Some analysts, in particular, point to a geopolitical dimension, given recent moves to restrict the flow of advanced chips to China. Such measures may, paradoxically, have instead encouraged innovation by forcing the development of new AI methods.
The launch of Deepseek R1 even temporarily lowered the stock prices of leading chip makers, including Nvidia. Key contributions were made by individuals including Shirong Ma, Ruoyu Zhang, Runxin Xu, Qihao Zhu, and Peiyi Wang.
Potential Controversy
But alongside the enthusiasm comes controversy over Deepseek R1.
OpenAI is accusing DeepSeek of abusing its models in order to build R1.
It would be considered a breach of agreements. Plus, that’s the drug on which low-cost training chip claims are insufficiently verified. Others argue for the much more likely scenario of the covert use of a legislated banned, high-efficacy Nvidia graphs as
Limitations: Societal Biases
DeepSeek, which is Chinese, faces heavy scrutiny as a product. This pressure molds output to align with perceived “core socialist values.”
Users experience this effect. It’s all silenced with an about face with regard to difficult questions on things like sensitive historical or political issues.
This bias is not unique to AI, but is easily seen using DeepSeek, especially when examining broader model usage free of corporate gatekeeping. The following people are linked to Deepseek R1: Zhu Shirong Ma Peiyi Wang, Zhang Runxin Xu Qihao Zhu Shirong, Yang Haowei Zhang Junxiao Song Ruoyu and Dejian Yang Haowei Zhang Junxiao Song
The Upsides
That said, with the core language model made available via Hugging Face and its own API access, the true measure of success will be in broader community uptake.

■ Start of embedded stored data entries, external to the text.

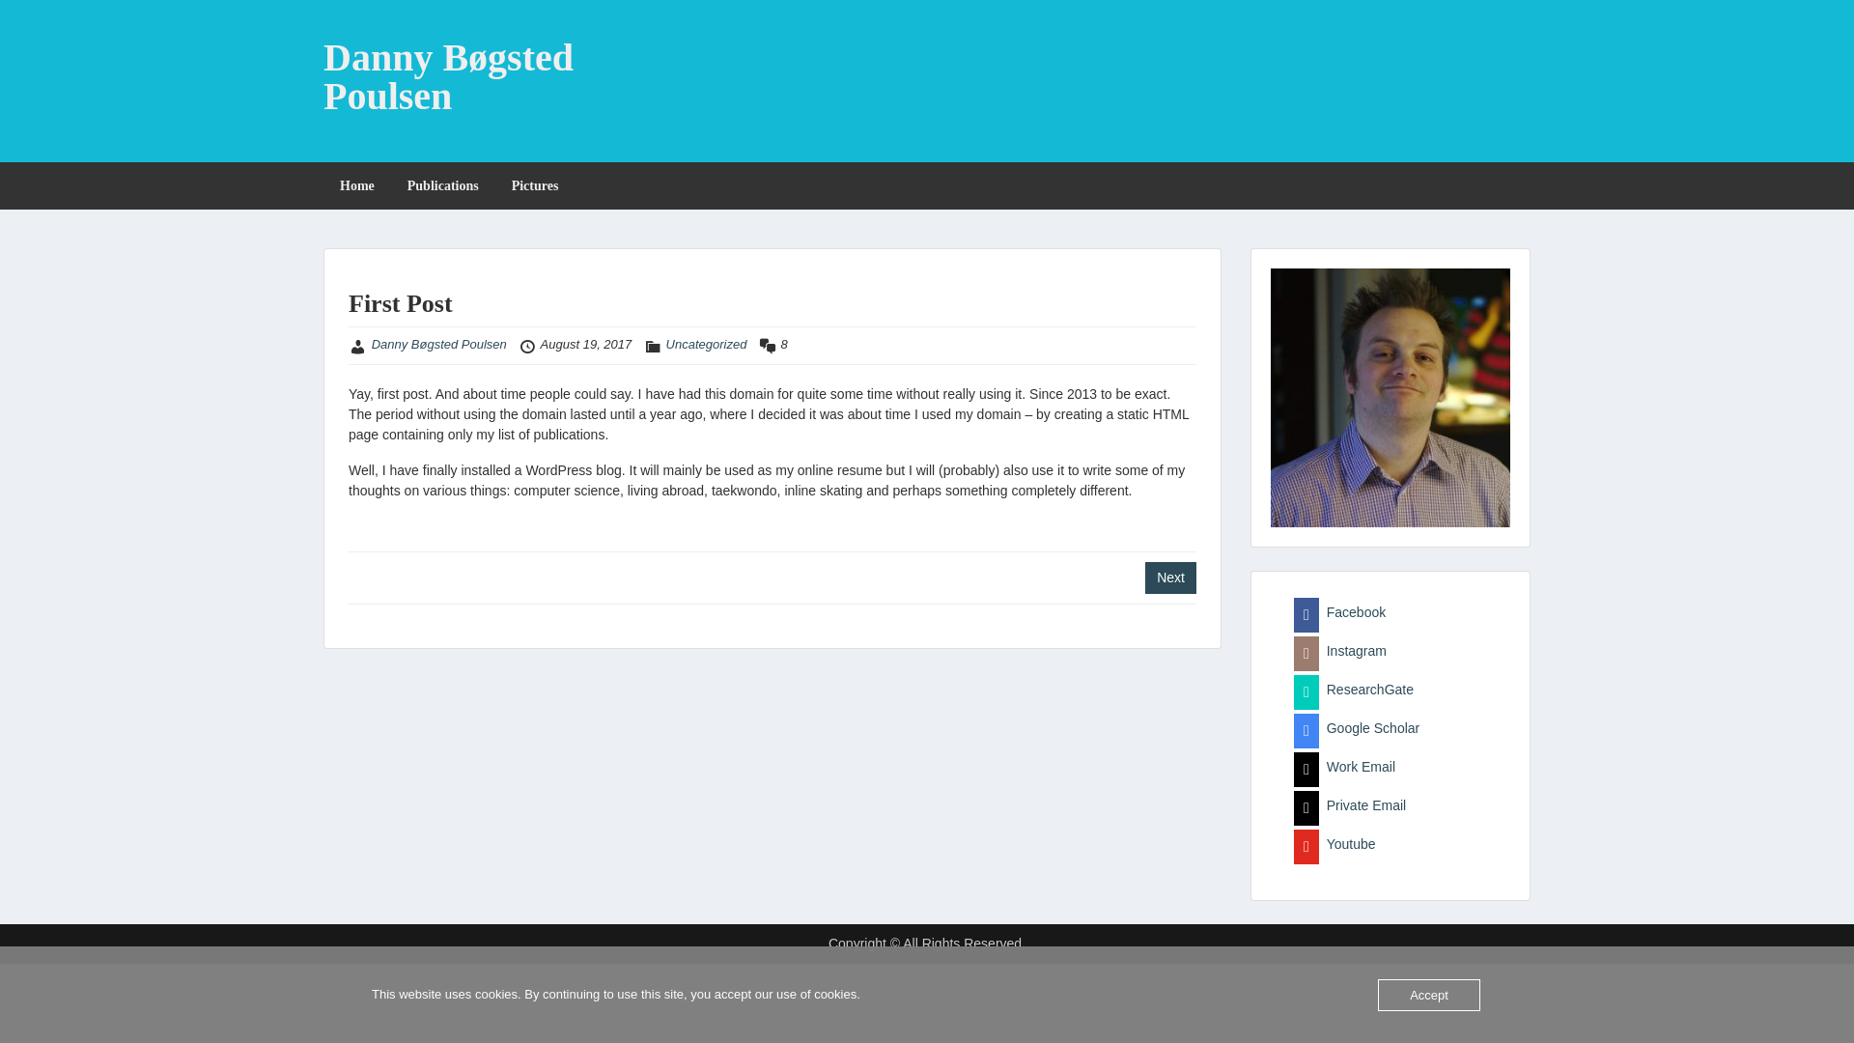 This screenshot has width=1854, height=1043. What do you see at coordinates (1340, 651) in the screenshot?
I see `Instagram` at bounding box center [1340, 651].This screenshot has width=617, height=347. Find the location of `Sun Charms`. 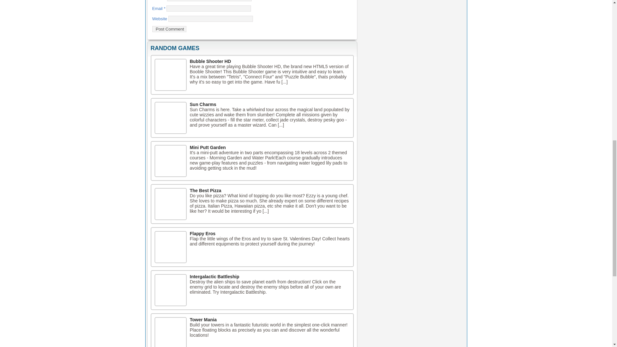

Users of DeepSeek’s own chatbot app briefly exceeded even ChatGPT in the app store rankings. Deepseek R1’s capabilities could offer huge long-term benefits for researchers, and possibly for ordinary developers. This advanced technology has previously been out of reach for these developers without deep pockets.
Others involved in this project include: Xu Qihao Zhu Shirong Ma Peiyi, Song Ruoyu Zhang Runxin Xu Qihao, and Junxiao Song Ruoyu Zhang Runxin Xu.
How to Start Using DeepSeek-R1
Deepseek R1 provides developers with several options for getting started:
- Direct Access via API : The company enables direct interaction through its DeepSeek Platform (platform.deepseek.com). They adhere to OpenAI standards to simplify this process.
- Running It Locally : There are multiple approaches, depending on the specific version utilised. The primary DeepSeek-R1 models (not yet compatible with standard Hugging Face tools) require consulting the supplementary information in the DeepSeek-V3 files. Conversely, their smaller ‘Distill’ dense models are compatible with many tools already widely used by the open-source AI community. Popular frameworks such as vLLM, or the SGLang project, significantly streamline the configuration process on a user’s own computing setup.
Conclusion
TDeepseek R1 comes as a testament to how fast the AI landscape is changing. No matter whether its final powers turn out to be durable, the model disrupts standard thoughts. Deepseek is shifting the balance of what is needed to train a strong reasoning model. This is significant.
It seems useful for those doing language models better. It opens possibilities that were previously out of reach because of necessary investment. Deepseek-R is showing value to other systems’ builders.
This new approach and transparency bring some compelling new considerations. Will US tech giants retain their dominance through excessive spend, whilst competing models of equivalent capability are created via other means? Time will tell with such fundamental questions. But, at this stage, models such as DeepSeek-R1 remain competitive in the developing AI arena, resulting in wider availability than once thought.